Outsourcing Projects

Thursday, June 11, 2009

Web Design Tips: The Laws of Ecommerce Navigation Design

CSS, Flash, jQuery, and an arsenal of other powerful web techniques and technologies have unbound website design, creating the opportunity to develop either exceptional user interfaces or really frustrating ones.

Furthermore, the growth of "cookie-cutter" ecommerce templates (i.e., “insert your logo here”) has quelled site concepts with great potential and made some ecommerce pages as bland and tasteless as a papier-mâché popsicle.

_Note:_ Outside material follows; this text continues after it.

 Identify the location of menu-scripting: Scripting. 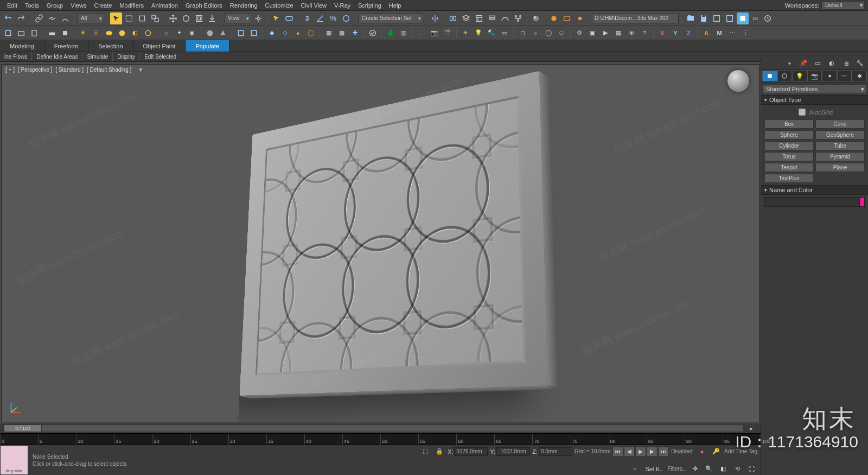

To avoid the pitfalls of a site design that is too confusing, too ugly, or too experimental to be effective, the ecommerce site owner must strike a balance between leading-edge techniques and technologies, effectiveness, and aesthetics. So, in this edition of "Web Design Tips," I'll outline the laws for ecommerce site navigation design to help any ecommerce business.

Shoppers browsing to an ecommerce store don't want to be baffled by navigation. As I implied above, there are a lot of amazing things that you can do with site navigation that you shouldn't.

As a specific example, the agency Publicis & Hal Riney has developed site navigation that responds to gestures captured via web cam. The effect is stunning, and is an excellent way to demonstrate development talent. But as navigation, it is really frustrating. And if an ecommerce site deployed anything like it, I'd bet that they would never make a sale again.